No one has probably witnessed Hong Kong in all its glory – both varnished and unvarnished – like Ronald Liang. His architecture practice, LWK + Partners, has borne silent witness to history, its diverse portfolio reflective of Hong Kong’s evolution from British harbour stronghold to semiautonomous Chinese region.
The Kowloon-based firm has offices in both Hong Kong and Macau, as well as in mainland China. Its designers fan out all over the region, to commissions in Malaysia, the Middle East, and South Korea.
Liang, who serves as managing director, credits his father as the first of many tastemakers. “My father was born in a golden era of architecture in Shanghai. His descriptions and romanticising of art deco style were imprinted in my mind at an early age,” he recalls.
Australia furthered the culturing of Liang, who obtained his professional degree from the South Australian Institute of Technology in Adelaide. “In my high school days in Australia, I assisted an architectural student. This, and my experience with my father, influenced my life and cemented my desire to be an architect as a lifelong career.”
Liang’s due-paying years in Oz would serve him well on his return to Hong Kong, where he established LWK + Partners in 1986. “Compared to Hong Kong’s projects, Australian projects were of a smaller scale with much more emphasis on quality. This informed the basic DNA of the firm,” he says.

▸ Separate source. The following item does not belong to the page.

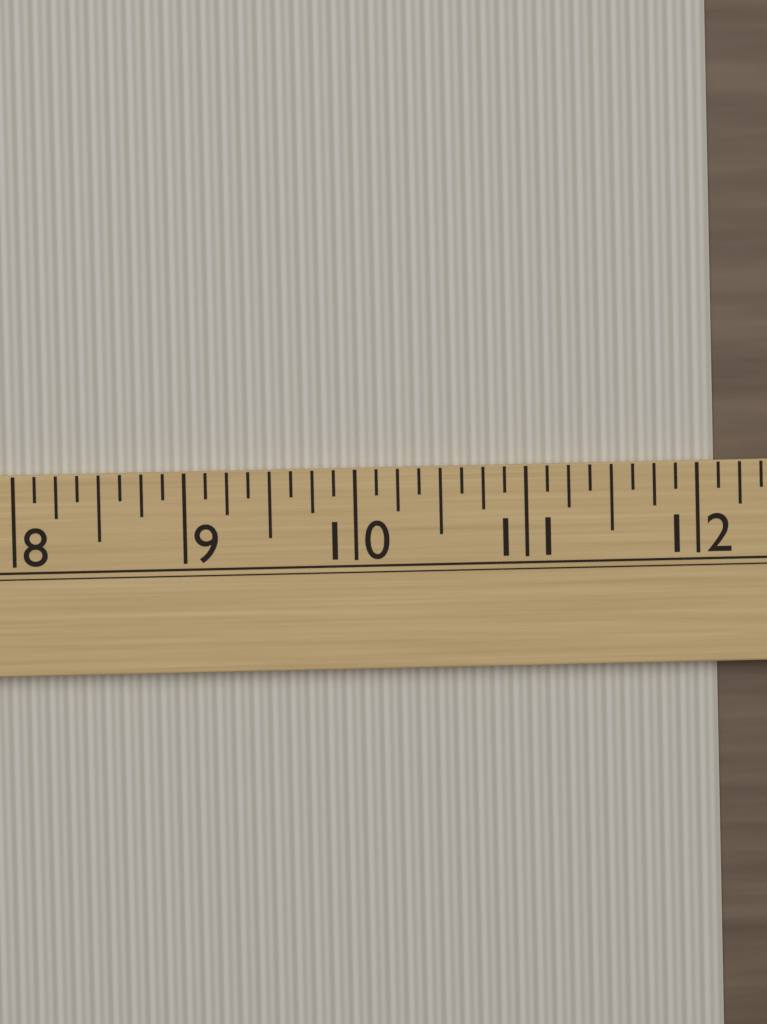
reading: 12.125 (no unit)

Professing a form-follows-function creed, LWK + Partners had its hand in the design of several Hong Kong public housing projects in the late 1980s. It would later cultivate a reputation for architecting high-rises, paralleling Hong Kong’s transformation into one of the world’s highest-density cities. The ONE in Hong Kong, for example, rises 171 metres—the tallest retail complex in Asia.